AG: High Profile Cases Intact After White-Collar Division Dismantled

File photo of Attorney General Denise George-Counts testifying during a July 11 Senate committee meeting (Photo by Barry Leerdam, Legislature of the Virgin Islands)
File photo of Attorney General Denise George-Counts testifying during a July 11 Senate committee meeting (Photo by Barry Leerdam, Legislature of the Virgin Islands)

Two high profile cases that have been awaiting trial for several years are still on track for court. According to Attorney General Denise George, the most prominent case is scheduled to begin in October.

George spoke about the status of the two cases of alleged financial wrongdoing at the end of a July 25 press conference on St. Thomas. Gov. Albert Bryan called the press conference to introduce his nominee for police commissioner and to announce a new campaign against white-collar crime.

The first step to restoring trust in public institutions was the revitalization of the Justice Department’s white collar crime division, Bryan said. His comments came as a major re-trial for three accused former officials of the Schneider Regional Medical Center makes its way onto the docket of Presiding Superior Court Judge Michael Dunston.

Also pending – but without an anticipated trial date – is the case of accused realtor Rosemary Sauter-Frett. Both cases have been subject to prosecution for a decade or more.

Former medical center chief executive officer Rodney Miller, along with former chief operations officer Amos Carty and former chief financial officer Peter Najawicz, are accused of collecting more than $3.8 million in salary and perks between 2003 and 2008; much of it without authorization of the hospital board.

The three were put on trial in 2011. After six weeks of testimony and a lengthy jury deliberation, Dunston declared a mistrial in the case. The then-Attorney General Vincent Frazer immediately said there would be a retrial. Since then, different aspects of the case have been subject to review by the Virgin Islands Supreme Court; in 2009, 2013 and 2016.

Disruptions in the court system caused by Hurricanes Irma and Maria in 2017 produced further delays. In early 2018, Dunston discussed the prospects of staging another lengthy trial in the hospital case before the end of the year.

Sauter-Frett is accused of absconding with $3 million in customer deposits on real estate purchases from clients and fleeing to California in 2010. She was arrested by the FBI and returned to the territory in 2014.

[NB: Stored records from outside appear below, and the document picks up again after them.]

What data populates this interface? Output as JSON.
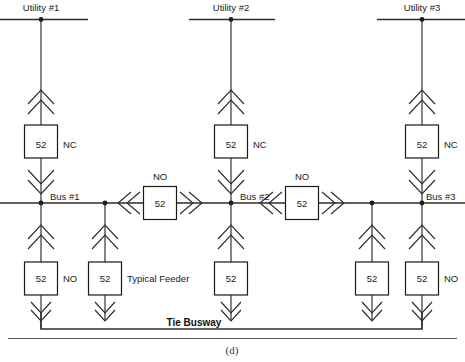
{
  "figure": {
    "caption": "(d)",
    "tie_busway_label": "Tie Busway"
  },
  "sources": [
    {
      "id": "utility-1",
      "label": "Utility #1",
      "x": 41
    },
    {
      "id": "utility-2",
      "label": "Utility #2",
      "x": 231
    },
    {
      "id": "utility-3",
      "label": "Utility #3",
      "x": 422
    }
  ],
  "buses": [
    {
      "id": "bus-1",
      "label": "Bus #1",
      "x": 41
    },
    {
      "id": "bus-2",
      "label": "Bus #2",
      "x": 231
    },
    {
      "id": "bus-3",
      "label": "Bus #3",
      "x": 422
    }
  ],
  "main_breakers": [
    {
      "id": "main-breaker-1",
      "number": "52",
      "state": "NC",
      "x": 41
    },
    {
      "id": "main-breaker-2",
      "number": "52",
      "state": "NC",
      "x": 231
    },
    {
      "id": "main-breaker-3",
      "number": "52",
      "state": "NC",
      "x": 422
    }
  ],
  "tie_breakers": [
    {
      "id": "tie-breaker-1",
      "number": "52",
      "state": "NO",
      "x": 160
    },
    {
      "id": "tie-breaker-2",
      "number": "52",
      "state": "NO",
      "x": 302
    }
  ],
  "feeder_breakers": [
    {
      "id": "feeder-breaker-1",
      "number": "52",
      "state": "NO",
      "annotation": "NO",
      "x": 41
    },
    {
      "id": "feeder-breaker-2",
      "number": "52",
      "state": "",
      "annotation": "Typical Feeder",
      "x": 105
    },
    {
      "id": "feeder-breaker-3",
      "number": "52",
      "state": "",
      "annotation": "",
      "x": 231
    },
    {
      "id": "feeder-breaker-4",
      "number": "52",
      "state": "",
      "annotation": "",
      "x": 372
    },
    {
      "id": "feeder-breaker-5",
      "number": "52",
      "state": "NO",
      "annotation": "NO",
      "x": 422
    }
  ],
  "colors": {
    "line": "#2b2b2b",
    "text": "#1a1a1a",
    "background": "#ffffff"
  }
}
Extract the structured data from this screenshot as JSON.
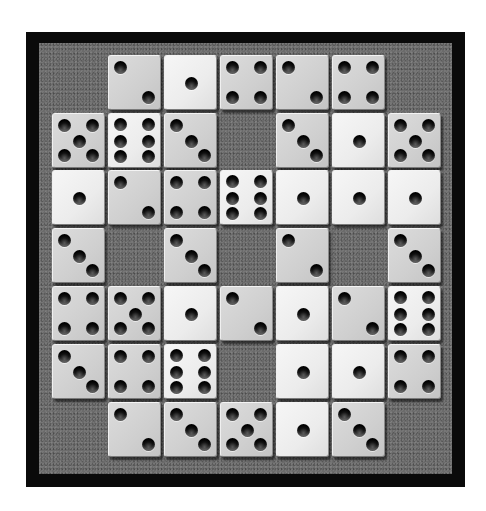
{
  "game": {
    "name": "dice-grid-puzzle",
    "grid_rows": 7,
    "grid_cols": 7,
    "colors": {
      "frame": "#0a0a0a",
      "field": "#6b6b6b",
      "die_gray": "#cfcfcf",
      "die_light": "#ececec",
      "pip": "#000000"
    },
    "board": [
      [
        null,
        2,
        1,
        4,
        2,
        4,
        null
      ],
      [
        5,
        6,
        3,
        null,
        3,
        1,
        5
      ],
      [
        1,
        2,
        4,
        6,
        1,
        1,
        1
      ],
      [
        3,
        null,
        3,
        null,
        2,
        null,
        3
      ],
      [
        4,
        5,
        1,
        2,
        1,
        2,
        6
      ],
      [
        3,
        4,
        6,
        null,
        1,
        1,
        4
      ],
      [
        null,
        2,
        3,
        5,
        1,
        3,
        null
      ]
    ],
    "light_faces": [
      1,
      6
    ]
  }
}
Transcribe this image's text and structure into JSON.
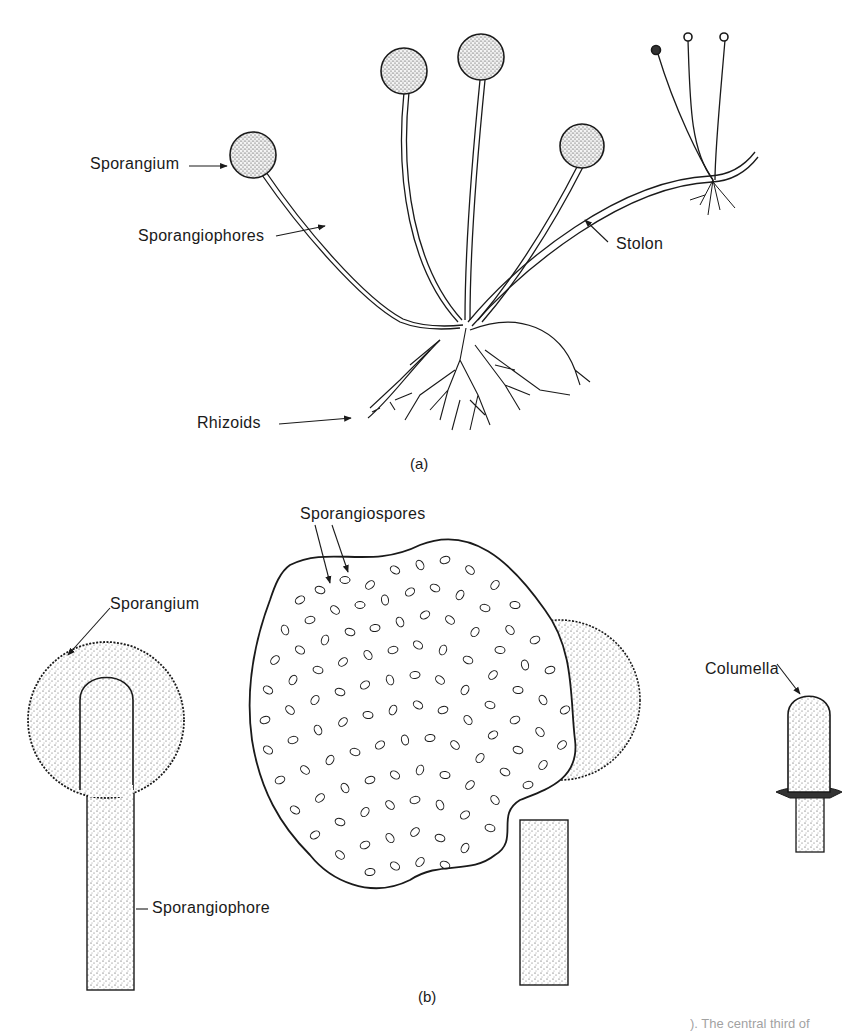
{
  "figure": {
    "panel_a": {
      "caption": "(a)",
      "labels": {
        "sporangium": "Sporangium",
        "sporangiophores": "Sporangiophores",
        "stolon": "Stolon",
        "rhizoids": "Rhizoids"
      }
    },
    "panel_b": {
      "caption": "(b)",
      "labels": {
        "sporangium": "Sporangium",
        "sporangiospores": "Sporangiospores",
        "columella": "Columella",
        "sporangiophore": "Sporangiophore"
      }
    },
    "bottom_caption_fragment": "). The central third of"
  },
  "colors": {
    "ink": "#1a1a1a",
    "background": "#ffffff"
  }
}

After the press conference, George explained the anti-corruption division had been dismantled under the administration of former-Gov. Kenneth Mapp. At the time, the current attorney general was an assistant attorney general, tasked with leading the prosecution of white collar crime cases. The change became apparent, George said, when the investigators assigned to the division were moved out.

“In 2016 there were efforts with the new administration, that they shut down that division and moved me out and moved the investigators. I was aware the hospital case was still pending,” she said.

Upon returning to Justice as the attorney general nominee this year, George said she found that some of the cases once managed by the white collar crime division could still be located. Notably, the boxes of evidence amassed in the hospital case.

“It was supposed to go to retrial in 2014 but it was rescheduled the day of jury selection. The files were packed up and they remained intact,” she said.

Materials prepared for court in the Sauter-Frett case are also still in the hands of Justice officials, George said. But the attorney general said at the time of last week’s press conference she did not know about a trial date in that case.

To properly address current and future cases, George said Justice will have to recruit specially trained lawyers and investigators who will work in a revitalized unit.

“In the Virgin Islands Code, the Virgin Islands Department of Justice is mandated to establish a division within the department for the effective and aggressive prosecution of white collar and public corruption crimes in the Virgin Islands. That is a statutory mandate. And we have – the Department of Justice – from time to time, lived up to that. But as it is now, at some point in time within the past few years, the white collar-public corruption division has been dismantled,” the attorney general said.